Work request: Word for word, quote the lines from the one containing "pixels, height=292 pixels." to the end of the entries below, including both. Leave pictures out.

Records to process:
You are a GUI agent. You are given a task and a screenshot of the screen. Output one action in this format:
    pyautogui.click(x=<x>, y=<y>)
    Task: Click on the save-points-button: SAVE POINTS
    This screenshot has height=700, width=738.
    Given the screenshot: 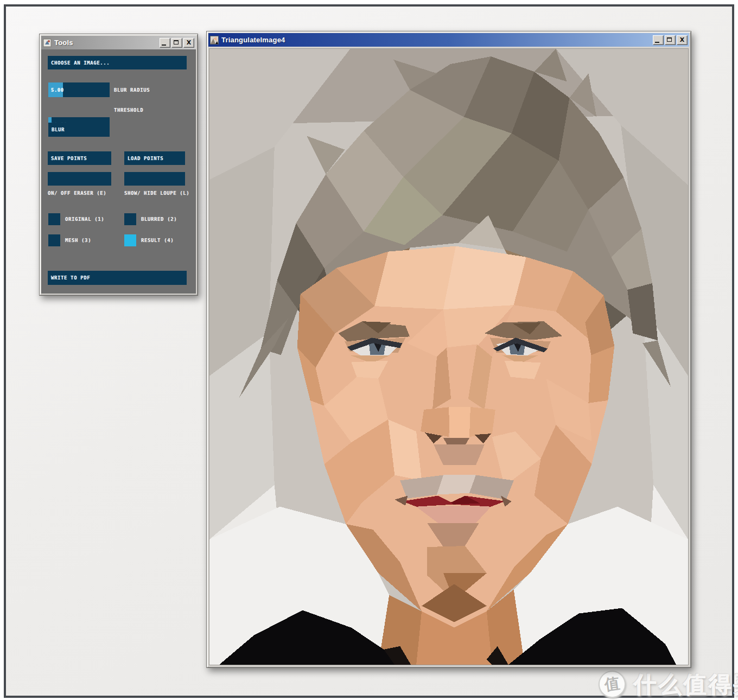 What is the action you would take?
    pyautogui.click(x=79, y=158)
    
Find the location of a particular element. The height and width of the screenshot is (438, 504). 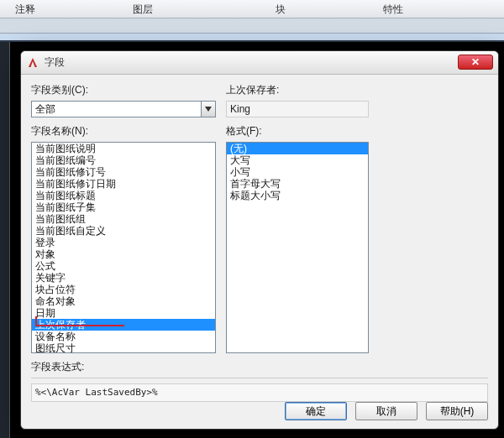

field-name-item: 当前图纸说明 is located at coordinates (123, 149).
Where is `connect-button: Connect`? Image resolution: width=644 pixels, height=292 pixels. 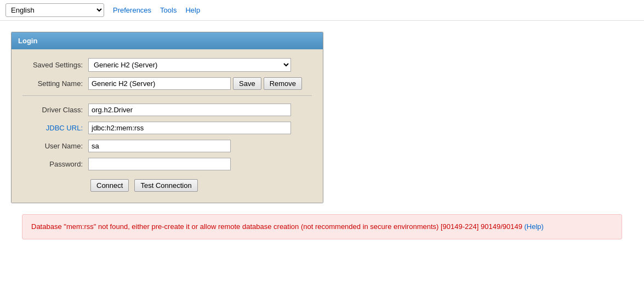
connect-button: Connect is located at coordinates (110, 185).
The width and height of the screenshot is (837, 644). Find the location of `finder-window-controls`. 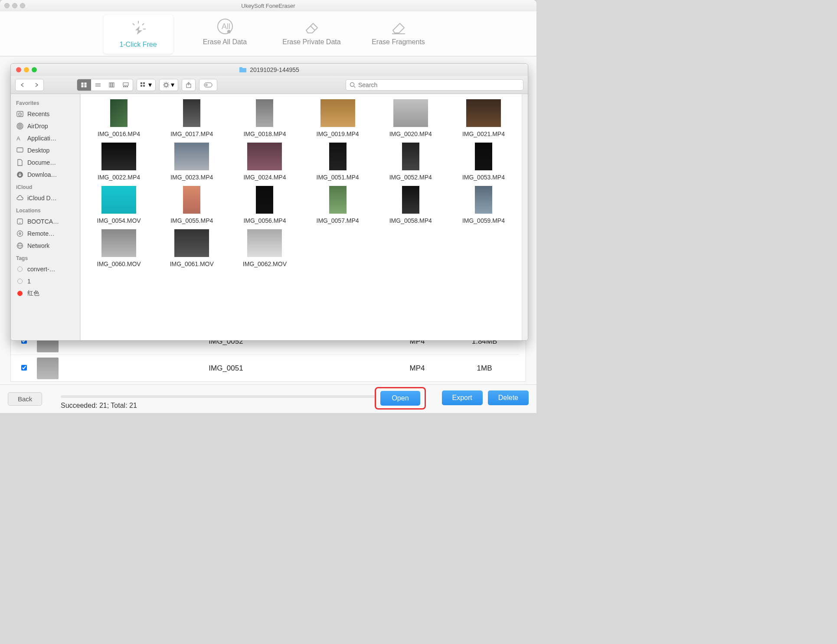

Answer space:
Where is `connect-button: Connect`? Image resolution: width=644 pixels, height=292 pixels. 
connect-button: Connect is located at coordinates (110, 185).
The width and height of the screenshot is (837, 644). Find the location of `finder-window-controls`. 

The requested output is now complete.